Pirates were vagabonds that ventured and sailed the seven seas stealing and swindling the property and possessions of others for their own good, but often with a certain and arrogant charm that propogated legends and folklore.When is Piracy Good

Their lifestyle was admired by many and copied by few and along the way they often managed to collect parrots, eye patches, strange hairstyles and occasionally attractive women and ugly men. They were often seen as the Robin Hood of the seas that stole from the rich and gave to the poor. Pirates and Robin have managed to inspire tall tales and true and books, movies and songs have been inspired by their adventures and dastardly deeds.

The Author and the Publisher that Love ‘Piracy’

There is a book titled “Go the F…to Sleep” that caught my eye recently that was inspired by the authors frustration when trying to put his 2 year old daughter Vivien to bed. It is being touted as “a children’s book for adults”.

A month before going on sale it was at #1 on Amazons best seller list. The interesting thing (along with the title) is that its success seems to have been driven mainly by a pirated PDF that is making the rounds of the Web. Copies of the book have been spreading like wildfire as people send and share the book online. The success has now extended to an option for film rights from Fox 2000 and the author Adam Mansbach looks like he is heading off for national media tour.

When Piracy Is Good

Piracy on the web is not new and has been battled by music companies as they spent millions of dollars in lawsuits shutting down sites such as Bit Torrent and Pirate Bay.

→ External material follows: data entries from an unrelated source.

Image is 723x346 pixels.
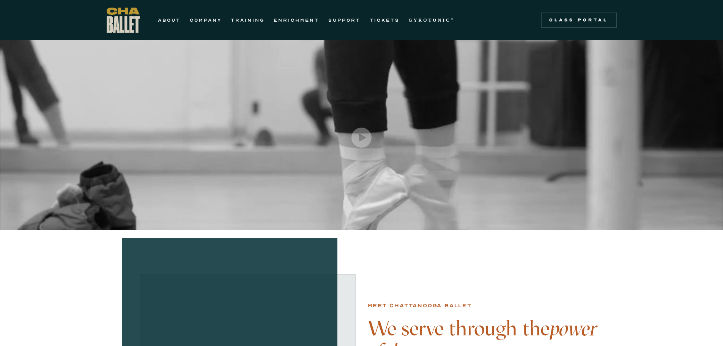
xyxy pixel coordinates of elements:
sup: ® [451,17,455,21]
strong: GYROTONIC [409,17,451,23]
div: Class Portal [545,17,612,23]
a: Class Portal [541,13,617,28]
a: home [107,8,140,33]
a: COMPANY [190,16,222,25]
a: TICKETS [370,16,400,25]
a: ENRICHMENT [274,16,319,25]
a: TRAINING [231,16,265,25]
a: GYROTONIC® [409,16,455,25]
a: SUPPORT [328,16,361,25]
a: ABOUT [158,16,181,25]
div: Meet chattanooga ballet [368,301,472,310]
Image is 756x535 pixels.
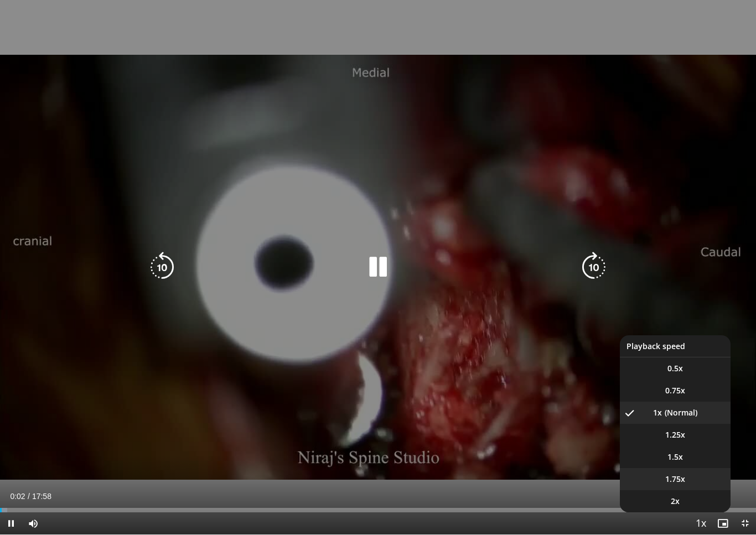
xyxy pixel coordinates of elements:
button: Exit Fullscreen [734,512,756,535]
span: 2x [671,496,680,507]
button: Enable picture-in-picture mode [711,512,734,535]
span: / [28,492,30,501]
span: 17:58 [32,492,51,501]
button: Mute [22,512,45,535]
span: 1.5x [668,452,683,463]
span: 1x [653,407,662,419]
button: Playback Rate [690,512,711,535]
span: 1.75x [665,474,685,485]
span: 0.5x [668,363,683,374]
span: 0.75x [665,385,685,396]
span: 0:02 [10,492,25,501]
span: 1.25x [665,429,685,441]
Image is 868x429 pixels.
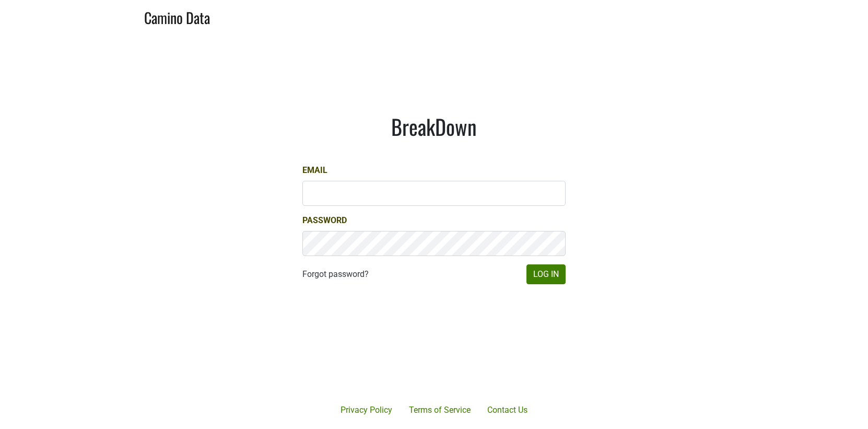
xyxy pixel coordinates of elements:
[302,214,347,227] label: Password
[144,4,210,29] a: Camino Data
[302,268,369,281] a: Forgot password?
[527,264,566,284] button: Log In
[479,400,536,421] a: Contact Us
[332,400,401,421] a: Privacy Policy
[302,114,566,139] h1: BreakDown
[401,400,479,421] a: Terms of Service
[302,164,328,177] label: Email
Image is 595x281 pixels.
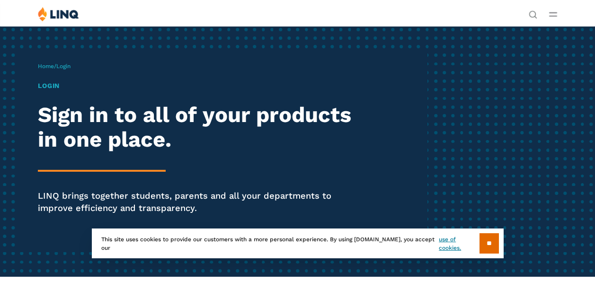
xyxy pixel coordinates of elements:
[38,7,79,21] img: LINQ | K‑12 Software
[38,63,70,70] span: /
[92,228,503,258] div: This site uses cookies to provide our customers with a more personal experience. By using [DOMAIN...
[38,63,54,70] a: Home
[528,7,537,18] nav: Utility Navigation
[38,190,365,215] p: LINQ brings together students, parents and all your departments to improve efficiency and transpa...
[528,9,537,18] button: Open Search Bar
[549,9,557,19] button: Open Main Menu
[439,235,479,252] a: use of cookies.
[38,103,365,152] h2: Sign in to all of your products in one place.
[56,63,70,70] span: Login
[38,81,365,91] h1: Login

Piracy for this author and the publisher Akashic is a Godsend and they have been ecstatic with the results and the viral spread on the web with Ibrahim Ahmad the senior editor being quoted as saying “It is a miracle from the heavens for us” when interviewed for an article by the New York  Times.

Social Media Spreads the Word

It has also become a Twitter wave and Blogs like Boing Boing in San Francisco picking up and spreading the story have driven more sales. Ibrahim also said that without social media this success would not have happened a few years ago.

Popular science fiction novelist Neil Gaiman after observing that the most pirate-heavy countries, such as Russia, actually had the best sales, he decided to experiment with putting his book for free online. “Sales of my book, through independent book stores, because that’s all that we were measuring it through, went up, the following month, 300%.”

Seth Godin is experimenting with his low cost books ($7.99 -$9.99) with his Domino Project in conjunction with Amazon that sells and distributes ebooks for the Kindle.

So does piracy have a role to play when it creates a market without a cent being spent on advertising?

Piracy Expands the Market for Free

Hal Varian, now Google’s chief economist, predicated a decade ago that, “Just as publishers feared circulating libraries and Hollywood feared video rental outlets, today’s producers of digital content fear that the Internet will dilute the value of their intellectual property,” he wrote, “Perhaps some dilution will occur, but the historical record seems to suggest that the expansion of the market may well outweigh the impact of this dilution.”

In this case ‘Go the ..to Sleep” does need to be bought in hard copy to fully experience the book’s art work on its 32 pages. The question remains does this success story need to be looked at more closely by authors and publishers and how they can make piracy work for them or is it just a lucky break?

Expanding the number of readers, free or pirated, can benefit sellers of content and the book, movie, music and information freemium business model is being tested and tried and we haven’t seen these business models perfected yet.

Is piracy noble again?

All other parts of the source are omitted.